The overarching requirement is to maintain the external character of the building, particularly if the cabin is historic (over 50 years old). These standards can also apply to newer structures, too, if the forest neighborhood itself is historically significant.

The Pinal cabins fall squarely into the historic category, so minor changes (like repainting), or major changes, (like building a deck), all require prior approval from the ranger at the Globe Ranger District who issues the required permit.

These regulations don’t apply to interior, non-structural changes because those changes are hidden from view. So if an owner wants to paint his inside walls the color of his dog’s tongue—with carpet to match—he can start today. 

Retired pastor Ed Loew has owned his 750 square foot cabin since 1976, so he has one of the longest mountain memories.  “I’m the history, the artifact,” he says, with a wry smile. Loew is also a multi-term past president of the Cabin Owners Association and has been a tireless advocate for all the Pinal Mountain cabin owners throughout the years.

Loew says that electricity didn’t make it to the cabins until the mid 1950s when Arizona Public Service ran a power line up to Pinal Peak for one of the first microwave installations. Today, there are 32 individual electronic communication sites at the top, mostly on the higher, exposed ridges above the cabins. 

The cabin owners maintain their own water system which they source from nearby Ferndell Spring. A pump moves the water up to a concrete holding tank built by the Civilian Conservation Corps in the 1930s that sits above the highest cabin. Gravity distributes the water downhill to each individual building, including two strategically placed fire hydrants.

One of the more determined and capable cabin owners starts up the water system up every year in April, keeps it running all summer, then winterizes it each fall. Money for repairs comes from the yearly dues that all owners pay to the Cabin Owners Association. Labor often comes from the members’ own sweat equity.
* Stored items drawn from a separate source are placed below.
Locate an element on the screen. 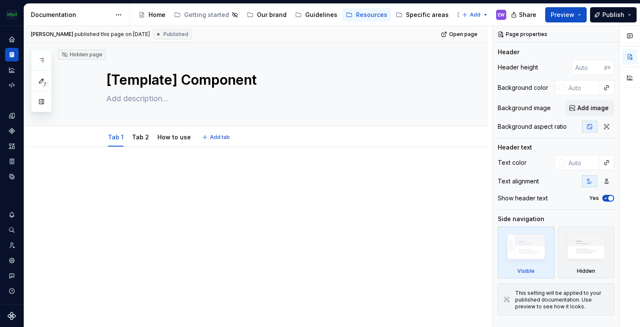  div: How to use is located at coordinates (174, 137).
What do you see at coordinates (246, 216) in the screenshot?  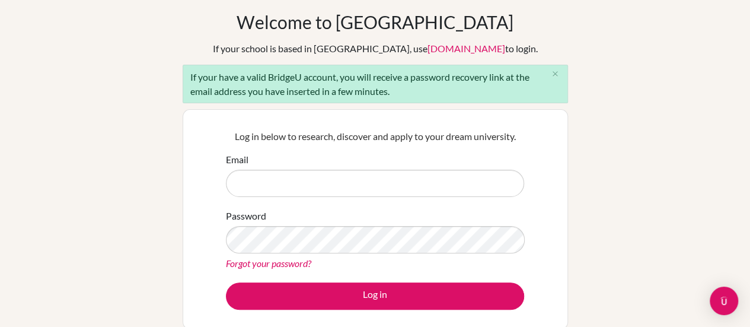 I see `label: Password` at bounding box center [246, 216].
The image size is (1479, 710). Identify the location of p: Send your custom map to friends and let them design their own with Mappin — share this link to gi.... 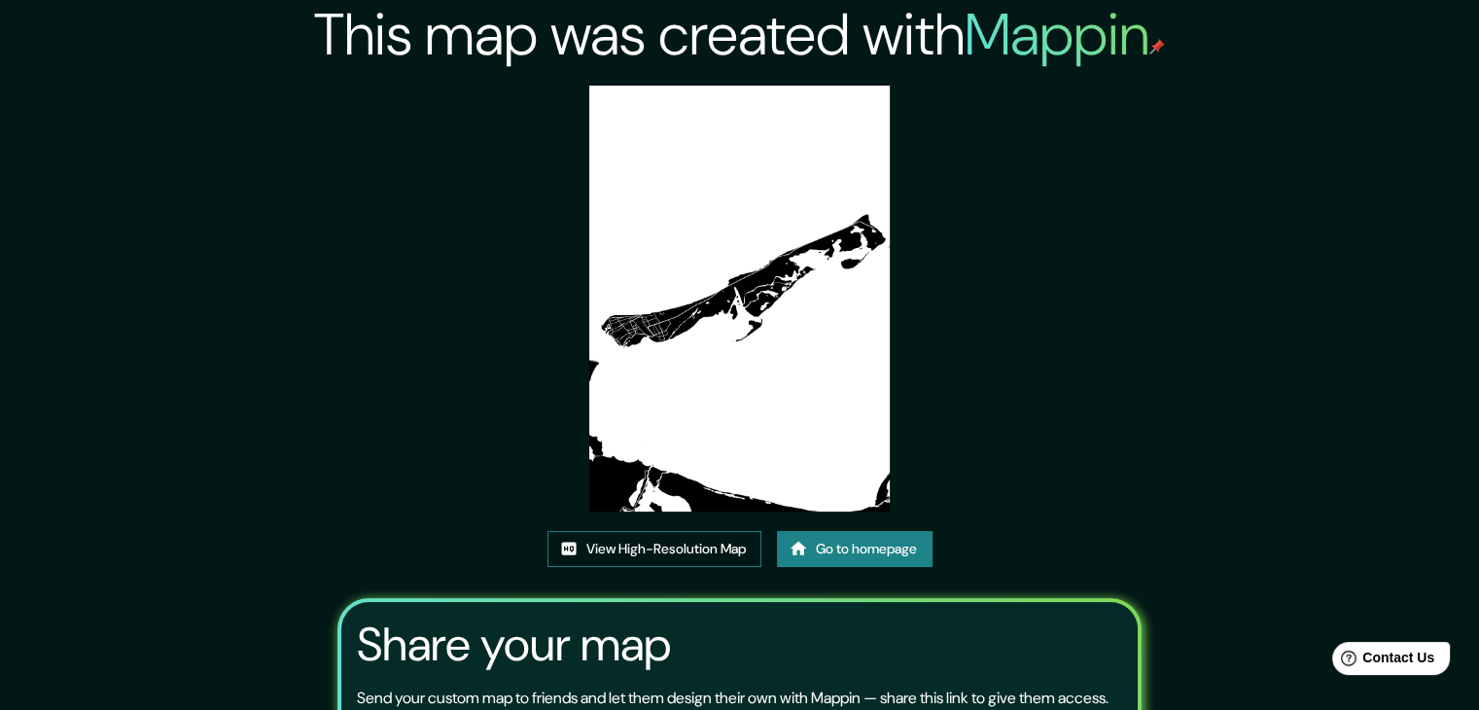
(732, 698).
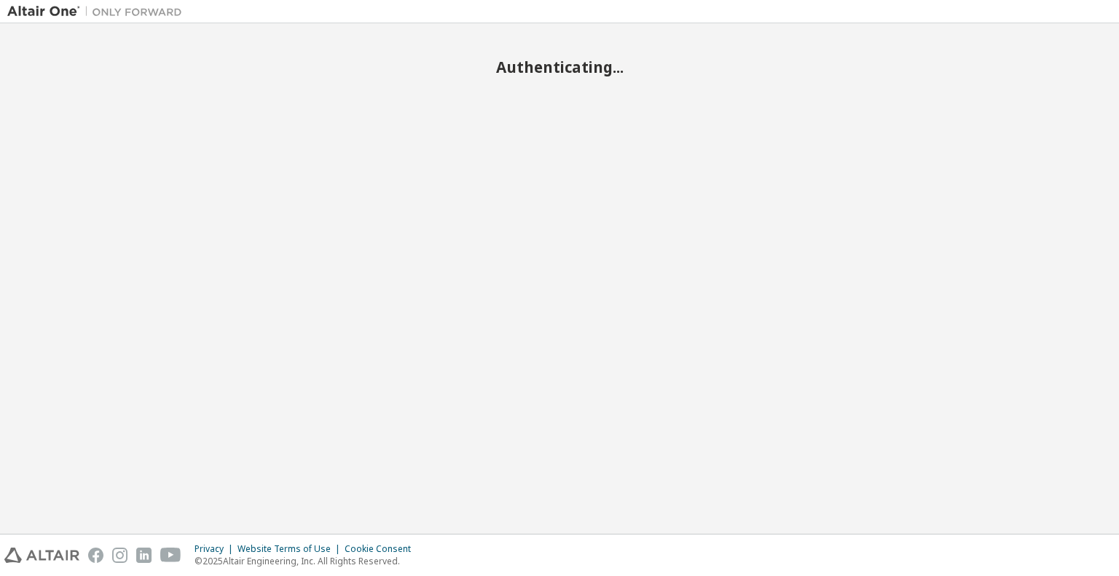 The height and width of the screenshot is (576, 1119). I want to click on img: instagram.svg, so click(119, 555).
“We work hard to collect reasonable dues and save up a little nest egg to make sure that when we do have surprises we have the money to do it,” says Steve Anderson. Their next project is to do some repairs on the 80-year-old concrete holding tank.
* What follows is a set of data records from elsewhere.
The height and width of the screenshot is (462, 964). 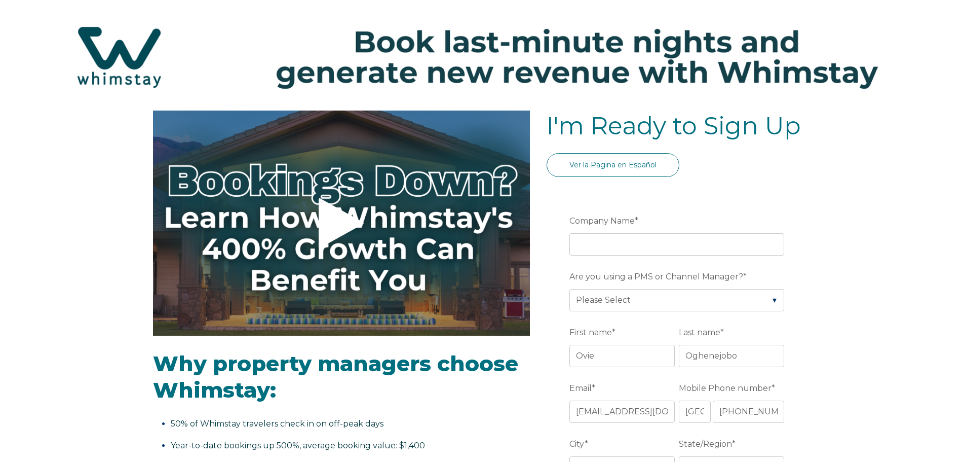 What do you see at coordinates (656, 276) in the screenshot?
I see `span: Are you using a PMS or Channel Manager?` at bounding box center [656, 276].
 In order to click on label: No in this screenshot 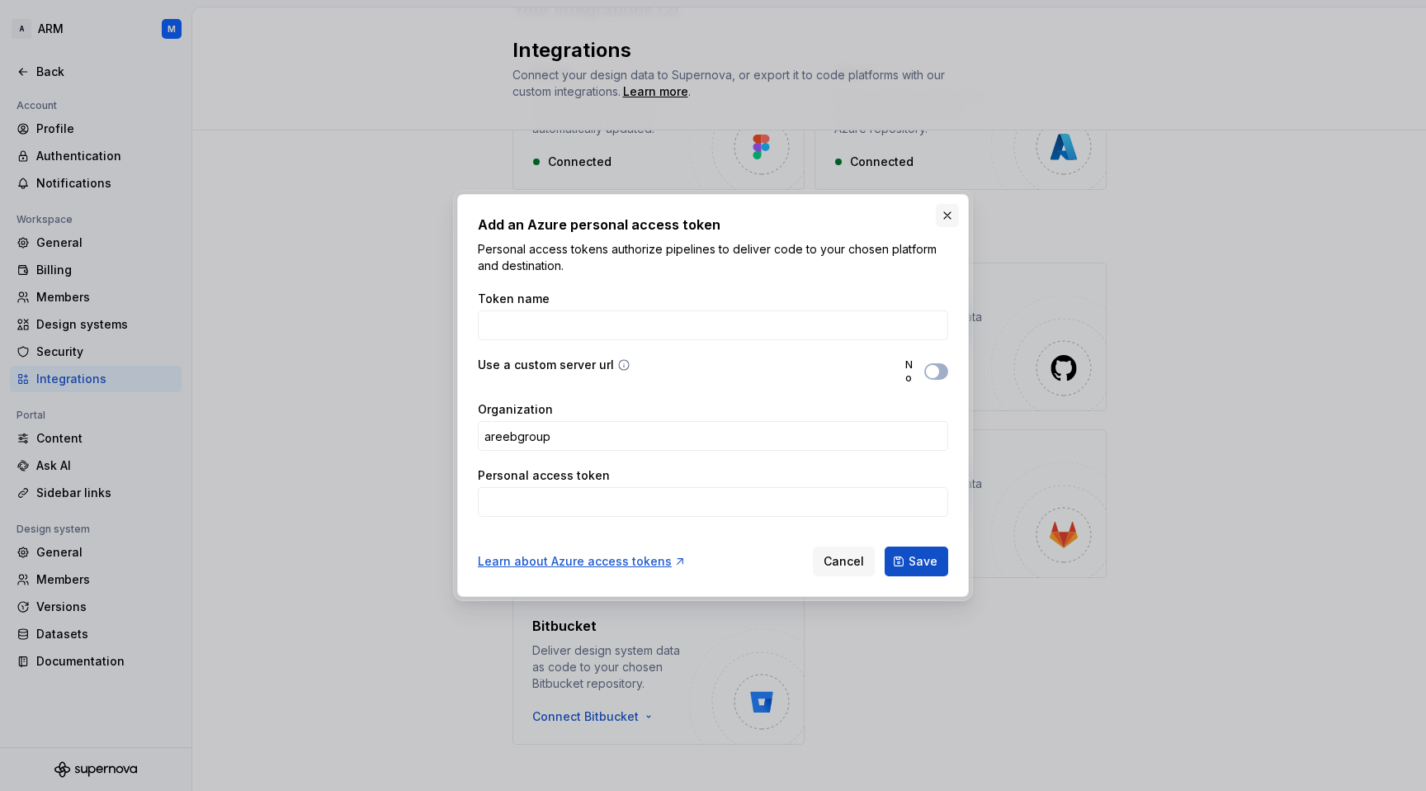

There have been break-ins, but none of the owners considered it enough of a potential liability to mention. As one cabin owner intimated, “There’s more security up there than you realize.”

Both cellular service and Wi-Fi is available, and the cabins all have 911 addressing. These modern technological perks are courtesy of nearly three dozen communication towers that coexist on the mountain.

They share the Pinals with plenty of deer and javelina, too, but owners have also seen bobcats and the occasional bear. Ed Loew tells the story of his wife, Joyce, who came face-to-face with a mountain lion during an early morning dog walk. And Steve Anderson remembers the massive group of 30 coatimundis, a not-so-common relative of raccoons, that once ran alongside him near his cabin. Several owners keep hummingbird feeders filled whenever they’re on site.

About half of the owners live in Globe, and the other half live in the east valley of the Phoenix metro area or in far north Tucson. That means that all of them are within relatively easy striking distance of a substantial respite from the summer heat.

The Cabin Owners Association meets once a year for an annual meeting and cookout. “The good thing is that the cabin owners are all on the same page,” Anderson says. “We love the mountain and we’ll do whatever it takes to keep everything functioning and keep it moving forward.”

About Kim Stone

Kim Stone was a horticulturist, writer, and editor of several publications for the University of Arizona at Boyce Thompson Arboretum over the better part of three decades. He is now happily self-absorbed in freelance writing, travel, and content marketing.

10 comments

  1. Anyone have one for sale? I’m looking for one…

  2. Curious to know if any of the cabin owners ever rented their cabins to the general public for weekends etc?

  3. Would love to purchase a cabin on Pinals….

    If any owner is interested in selling….

    Please contact me….

    602-478-4193

  4. If anyone is wanting to sell their cabin, I would be interested.